After 27 years of outstanding service, Europe’s heavy-lift Ariane 5 rocket launched for the final time on Wednesday.

The workhorse rocket operated by Arianespace performed as reliably as ever as it blasted off from the Kourou spaceport in French Guiana at 6 p.m. ET on its 117th flight. You can watch the moment when it lifts off in the video below:

Ariane 5’s final mission was a routine affair, deploying a French military communications satellite and a German communications satellite. Recent flights, however, saw it deploy the much-celebrated James Webb Space Telescope, which is sending scientists fresh data from deep space, and the Jupiter Icy Moons Explorer (JUICE) spacecraft, which is on its way to explore Jupiter and its three largest icy moons.

“This 117th and last Ariane 5 mission is emblematic in several respects,” Stéphane Israël, CEO of Arianespace, said in a release. “Ariane 5 has just deployed two telecommunications satellites, Syracuse 4B and Heinrich-Hertz-Satellit, for France and Germany, the first two contributors to the Ariane program, [and] this mission is also emblematic of Ariane 5’s ability to perform dual launches, which constitutes the very core of its success, with 197 satellites placed in geostationary orbit out of a total of 239 satellites deployed. Over its career, Ariane 5 has served 65 institutional and commercial customers from 30 countries.”

The 164-foot-tall (50-meter) Ariane 5 rocket looks similar to SpaceX’s Falcon Heavy and United Launch Alliance’s Delta IV, with a core booster and two side boosters giving it extra power for more complex deployments involving heavier payloads. A couple of minutes after launch, the two side boosters separate from the core stage, which carries on burning as it lifts the payload to orbit.

In its lifetime, the rocket suffered only two complete failures — one on its maiden flight in 1996 and another in 2002.

Ariane 5’s retirement means that Europe currently has no heavy-lift rocket available. With few options until it deploys the Ariane 6, Europe has to look elsewhere for launch assistance. Just last week, for example, it used SpaceX’s reliable Falcon 9 rocket in a launch from U.S. soil to deploy its Euclid satellite for a mission involving the exploration of dark matter.

Ariane 6 is currently undergoing tests ahead of its maiden flight. It was supposed to launch for the first time in 2020, but delays mean that it won’t get off the ground until later this year at the earliest.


TASK DESCRIPTION. Look below for the line with "On this 1024×768", then give it again exactly, along with every line that comes after it, the final line included.

RECORDS FOR THIS TASK.
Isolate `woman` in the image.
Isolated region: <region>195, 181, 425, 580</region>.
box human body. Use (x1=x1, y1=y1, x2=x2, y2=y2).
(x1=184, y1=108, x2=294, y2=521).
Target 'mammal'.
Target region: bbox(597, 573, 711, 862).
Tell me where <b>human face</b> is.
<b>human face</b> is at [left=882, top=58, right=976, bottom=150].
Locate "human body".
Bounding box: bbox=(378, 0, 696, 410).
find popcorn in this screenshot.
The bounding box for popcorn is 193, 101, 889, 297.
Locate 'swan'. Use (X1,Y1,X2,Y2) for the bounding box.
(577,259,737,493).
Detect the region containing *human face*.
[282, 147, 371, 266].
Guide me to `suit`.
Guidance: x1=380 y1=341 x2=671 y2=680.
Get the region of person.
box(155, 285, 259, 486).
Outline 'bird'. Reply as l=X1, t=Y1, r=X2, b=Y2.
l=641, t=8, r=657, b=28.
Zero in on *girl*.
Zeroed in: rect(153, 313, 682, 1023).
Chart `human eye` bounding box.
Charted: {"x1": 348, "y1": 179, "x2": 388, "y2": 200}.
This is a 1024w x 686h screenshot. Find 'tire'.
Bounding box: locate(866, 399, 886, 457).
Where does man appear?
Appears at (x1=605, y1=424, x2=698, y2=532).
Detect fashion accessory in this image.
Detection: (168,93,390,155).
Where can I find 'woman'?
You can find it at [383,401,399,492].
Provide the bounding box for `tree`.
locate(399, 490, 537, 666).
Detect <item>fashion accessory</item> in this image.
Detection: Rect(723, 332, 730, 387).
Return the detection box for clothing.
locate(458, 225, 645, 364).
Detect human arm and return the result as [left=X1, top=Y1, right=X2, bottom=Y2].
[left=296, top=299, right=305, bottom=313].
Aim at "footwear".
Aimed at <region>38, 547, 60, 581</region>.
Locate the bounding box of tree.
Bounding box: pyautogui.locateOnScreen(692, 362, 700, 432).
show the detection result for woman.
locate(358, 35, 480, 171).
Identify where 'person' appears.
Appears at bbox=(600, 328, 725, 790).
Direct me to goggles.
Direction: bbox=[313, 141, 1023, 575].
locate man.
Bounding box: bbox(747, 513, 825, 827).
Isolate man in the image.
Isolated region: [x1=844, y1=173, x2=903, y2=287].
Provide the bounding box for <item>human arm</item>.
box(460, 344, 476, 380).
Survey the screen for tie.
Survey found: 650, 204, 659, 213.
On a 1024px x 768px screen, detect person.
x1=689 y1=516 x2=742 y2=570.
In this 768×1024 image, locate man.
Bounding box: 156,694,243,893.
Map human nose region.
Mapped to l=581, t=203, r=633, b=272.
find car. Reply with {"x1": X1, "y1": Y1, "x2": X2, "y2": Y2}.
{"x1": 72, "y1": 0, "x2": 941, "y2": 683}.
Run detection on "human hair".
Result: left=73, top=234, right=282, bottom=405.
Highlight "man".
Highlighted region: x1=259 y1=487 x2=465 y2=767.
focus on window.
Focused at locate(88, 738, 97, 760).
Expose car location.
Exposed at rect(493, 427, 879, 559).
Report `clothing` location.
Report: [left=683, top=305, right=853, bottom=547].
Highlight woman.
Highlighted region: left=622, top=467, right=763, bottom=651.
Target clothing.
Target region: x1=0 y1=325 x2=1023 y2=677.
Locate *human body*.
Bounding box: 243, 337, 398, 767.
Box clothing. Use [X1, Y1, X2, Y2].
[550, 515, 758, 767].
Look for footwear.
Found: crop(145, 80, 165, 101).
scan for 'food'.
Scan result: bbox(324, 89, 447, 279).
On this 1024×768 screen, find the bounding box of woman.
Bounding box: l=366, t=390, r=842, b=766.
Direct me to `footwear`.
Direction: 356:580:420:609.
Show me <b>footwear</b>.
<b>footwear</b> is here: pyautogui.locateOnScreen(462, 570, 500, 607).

TASK OUTPUT.
On this 1024×768 screen, find the bounding box of woman.
Bounding box: l=366, t=390, r=842, b=766.
Direct me to `footwear`.
Direction: 356:580:420:609.
Show me <b>footwear</b>.
<b>footwear</b> is here: pyautogui.locateOnScreen(462, 570, 500, 607).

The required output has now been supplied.